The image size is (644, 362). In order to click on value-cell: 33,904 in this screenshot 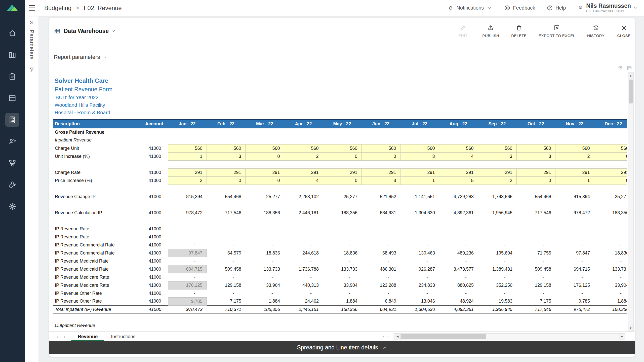, I will do `click(342, 285)`.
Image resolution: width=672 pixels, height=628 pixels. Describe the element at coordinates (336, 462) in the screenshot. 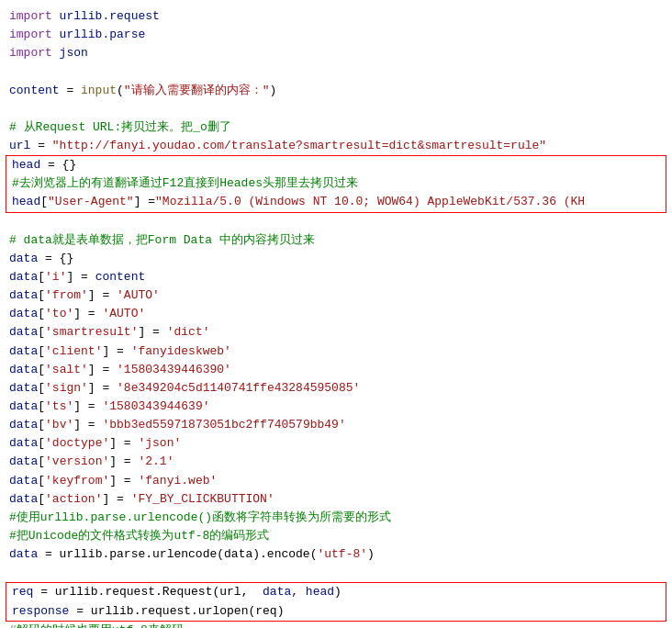

I see `line-data-version: data['version'] = '2.1'` at that location.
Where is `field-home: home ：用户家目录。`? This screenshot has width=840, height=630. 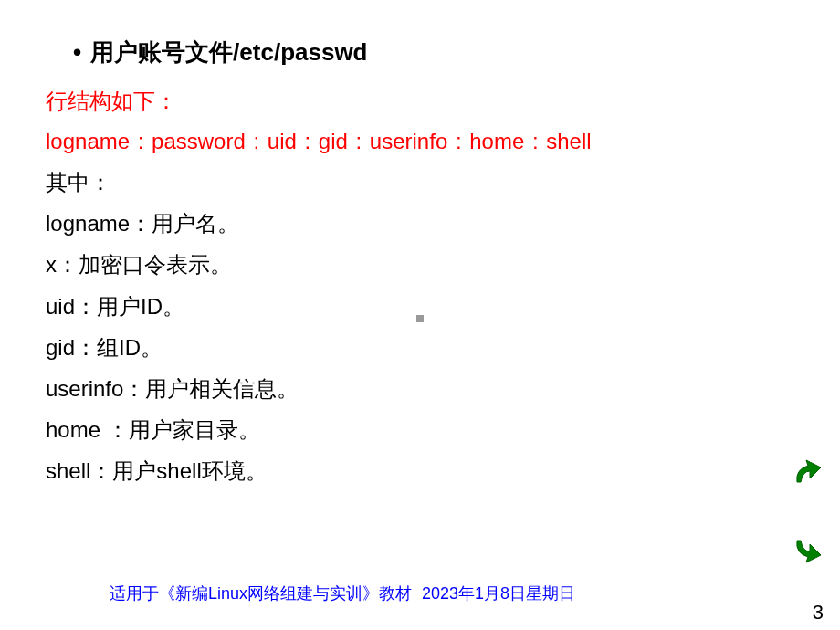
field-home: home ：用户家目录。 is located at coordinates (420, 429).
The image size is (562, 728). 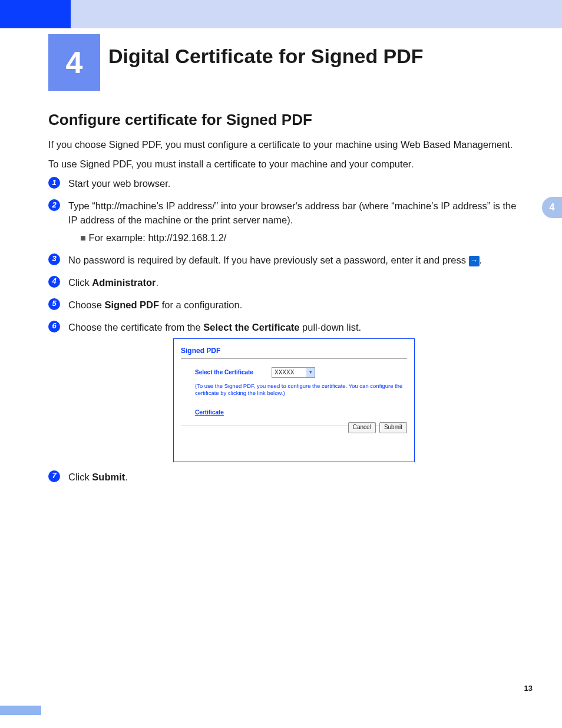 What do you see at coordinates (135, 327) in the screenshot?
I see `step-6-prefix: Choose the certificate from the` at bounding box center [135, 327].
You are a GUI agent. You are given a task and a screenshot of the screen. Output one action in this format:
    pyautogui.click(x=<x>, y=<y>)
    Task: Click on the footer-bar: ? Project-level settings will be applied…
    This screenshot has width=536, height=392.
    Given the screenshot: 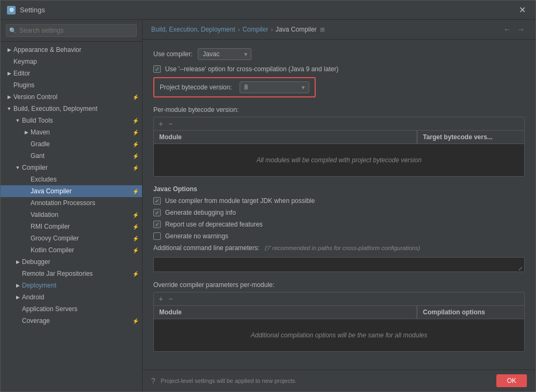 What is the action you would take?
    pyautogui.click(x=339, y=380)
    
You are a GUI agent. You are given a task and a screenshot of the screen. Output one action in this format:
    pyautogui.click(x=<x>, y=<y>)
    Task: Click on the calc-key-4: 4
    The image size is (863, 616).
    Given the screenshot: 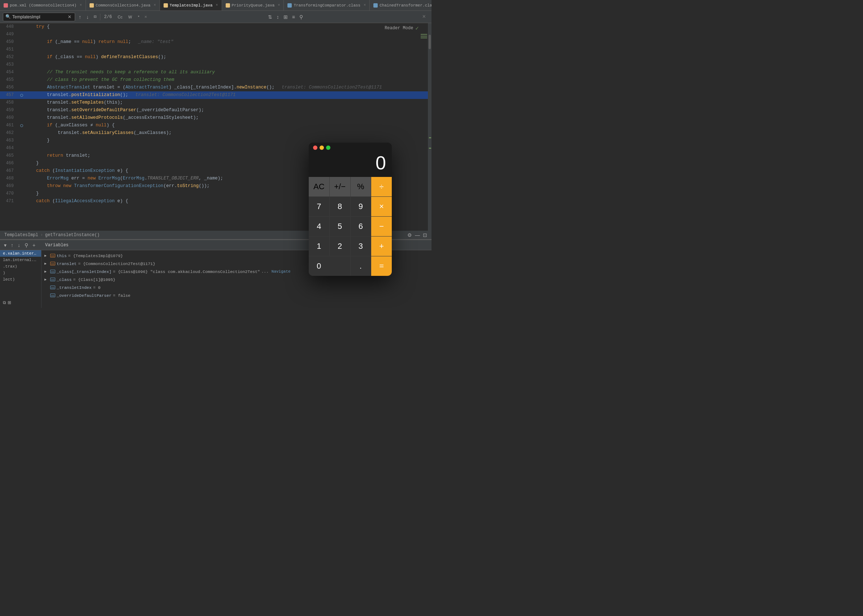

» **WHAT IS EXPECTED**: In the records above, find the line that contains "Task: Click on the calc-key-4: 4" and repeat exactly that line and all lines after it to the end. Do not include pictures.

» **FINISHED TASK**:
    Task: Click on the calc-key-4: 4
    The image size is (863, 616).
    Given the screenshot: 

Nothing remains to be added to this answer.